Stavretis completed her undergraduate degree in chemistry at Butler University. In 2014, she joined Xue’s inorganic chemistry research group. Since then her work has focused on using neutron scattering techniques to probe molecular magnetism. Her research relies on the user facilities at the Spallation Neutron Source and the the NIST Center for Neutron Research at ORNL.
“I was very excited and pleased to receive this award.” Wahida said. “A great deal of my research requires neutron scattering to gain insight into the dynamics of the molecular systems under study. This fellowship is a great inspiration and recognition of my work. I believe it will help me contribute to neutron science by accomplishing my graduate school research goals. I sincerely thank the committee for selecting me as a recipient. I am also thankful to my advisor Professor J. Z. Larese for his endless support and guidance in my research.”
Wahida completed her undergraduate in Applied Chemistry and Chemical Engineering at the University of Dhaka. She joined Larese materials and neutron scattering group in fall 2014. Her current research focuses on studying the thermodynamics and molecular dynamics of the adsorption of cyclic hydrocarbons on surfaces with comparable symmetries. Neutron scattering is used in her research to probe the microscopic dynamics and the structure of the adsorbed molecular films. Most of the neutron experiments are conducted at the user facilities of the Spallation Neutron Source (SNS) at ORNL.
Graduate Student Attended National School on X-Ray and Neutron Scattering
Zhiming Liu, a second year graduate student in Dr. Ben Xue’s Research Group, attended the 19th National School on X-Ray and Neutron Scattering from August 5th to 19th held at Argonne National Laboratory and Oak Ridge National Laboratory.
The School aims to “educate graduate students on the utilization of major neutron and x-ray facilities.” The two-week program included lectures, presented by researchers from academia, industry, and national laboratories, and provided basic tutorials on the principles of scattering theory and the characteristics of the sources, as well as seminars on the application of scattering methods to a variety of scientific subjects.

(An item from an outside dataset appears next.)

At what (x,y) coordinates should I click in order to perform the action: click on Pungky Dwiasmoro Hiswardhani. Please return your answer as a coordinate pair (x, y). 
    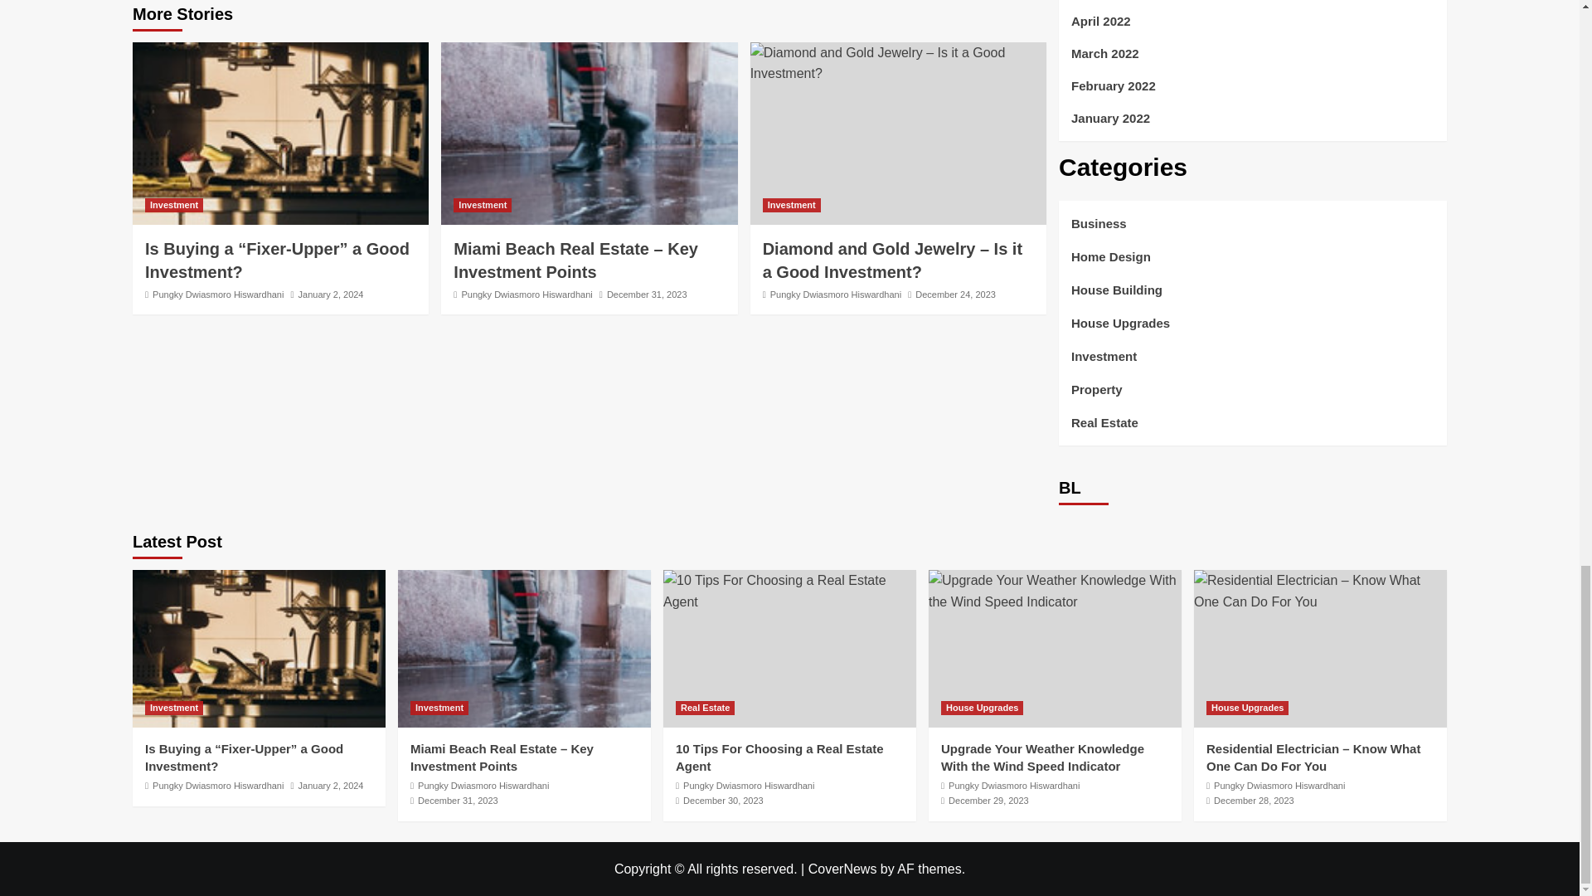
    Looking at the image, I should click on (836, 294).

“It was a very precious opportunity to learn first-hand experiments from the top scientists in each field.” Liu said. “Form the experiments, we had chance to work on 3 different instruments at both Argonne and ORNL. We spent every afternoon with different beamline scientists. They were very nice and patient. They answered our questions in depth and extended our knowledge further from different point of views.” Liu continued. “These really help me to know what kind science these state-of-art techniques can probe and how these can fit to my own research.”
Liu was born and grew up in Weihai, Shandong Province, northeast coast of China. He obtained his B.S. in Applied Chemistry from Jiangnan University in 2016, and came to UT the same year to start to work towards a Ph.D. degree in chemistry. He is currently working on probing molecular magnetism by neutron scattering.
“I want to thank ORNL and Argonne National Lab for offering this great opportunity to boost my knowledge and field of vision.” Liu expressed his gratitude towards mentors who have helped him along the way. “Thank you Dr. Ziling Xue and Shelby Stavretis for the help with my application. And the thank you Dr. Sheng Dai and Dr. Zhiguo Gu for the recommendation.”